Putting Slack and Margin Back in the Military

For over a century now, documented history shows that American policymakers consistently—and wrongly—assume wars will be short. The only optimistic assumption planners should make is that the United States will likely guess wrong ahead of time about the location, duration, and scale and type of violence employed in war.

Knowing we will surely fail to see the future accurately, the goal should be robust preparation, resiliency, and depth—in the armed forces and the defense industrial base—so that the nation gets it “less wrong” once the conflict begins. This is in addition to continuously assessing what will not change in future hostilities.

This starts with—among other priorities—serious planning for mobilization of troops and the defense industrial base, bolstering prepositioned stocks and reserves, and prioritizing action and partial solutions fielded now over deliberation and compliance across the Defense Department.

The United States should no longer be in the “win by a little” mentality in planning, budgeting, and expanding and deepening the defense industrial base. Just this week at a congressional hearing, former deputy secretary of defense David Norquist was asked by Rep. Joe Wilson (R-SC) what the industrial base can to do increase outputs for Ukraine without sacrificing readiness for peer competition. Sec.

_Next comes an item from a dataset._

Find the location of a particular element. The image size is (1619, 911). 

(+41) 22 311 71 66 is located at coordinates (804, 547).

Norquist’s response was that changes need to be made by adjusting the expected rates of use for equipment, weapons, and ammunition in conflict.

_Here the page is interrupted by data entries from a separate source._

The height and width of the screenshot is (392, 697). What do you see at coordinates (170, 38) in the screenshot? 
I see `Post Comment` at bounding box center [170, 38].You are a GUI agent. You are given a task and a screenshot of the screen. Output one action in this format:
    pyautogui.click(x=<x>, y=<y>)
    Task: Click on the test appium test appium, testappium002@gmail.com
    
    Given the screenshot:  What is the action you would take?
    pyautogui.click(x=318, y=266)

The assumptions behind America’s classified war plans are too optimistic and therefore short of need when the real wars expose brittle stocks and supplies of key equipment. Ukraine is expending in a month what the United States produces in one full year in certain cases of ammunition.

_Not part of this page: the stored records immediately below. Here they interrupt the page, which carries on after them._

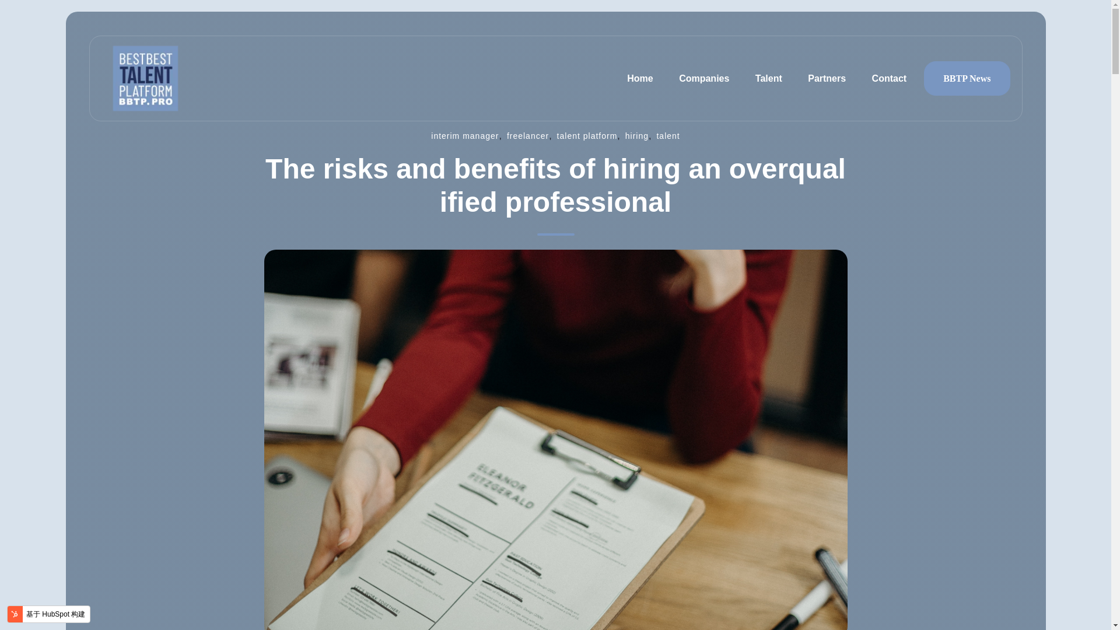 This screenshot has height=630, width=1120. I want to click on Contact, so click(889, 78).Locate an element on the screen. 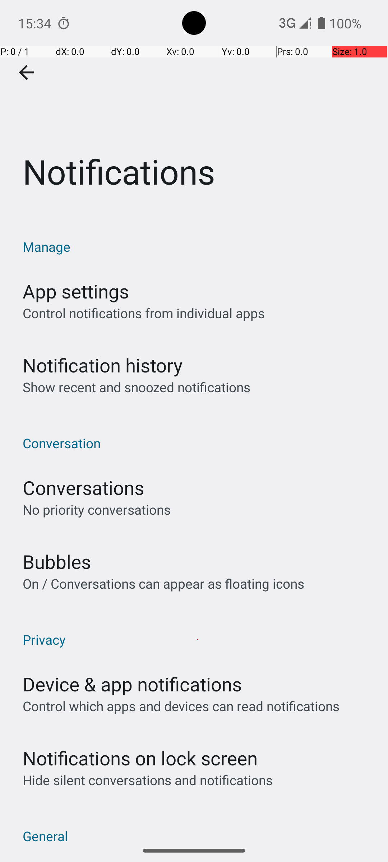 The image size is (388, 862). Bubbles is located at coordinates (57, 562).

Further, our war plans and the assumptions behind them also do not account fully for winning the competition and stopping, or deterring, the war from breaking out in the first place. Buying above need for wars alone should be the new standard.

The expectations should be clear up front that this insurance plan requires a costly premium. But an ounce of deterrence is worth much more than a pound of war. The prevention of conflict requires upfront costs and includes some expenses on items that may never be used. But this outcome is still far cheaper than paying to win a war after it begins.

Maintaining steady production lines at levels higher than minimum sustaining rates, such as the U.S. was doing with the Stinger missile before Russia’s invasion of Ukraine, would no longer be the model.

All of this investment is worth it since peace does not keep itself. Indeed, as the Reagan Institute’s Roger Zakheim reminds us, former president Ronald Reagan wisely knew that “peace is not obtained or preserved by wishing and weakness. You have consistently urged maintenance of a defense capability that provides a margin of safety for America.”

The military and our industrial base have no slack and no margin. Congress must push the Pentagon to restore this margin and start rebuilding equipment stocks along with the companies that produce them.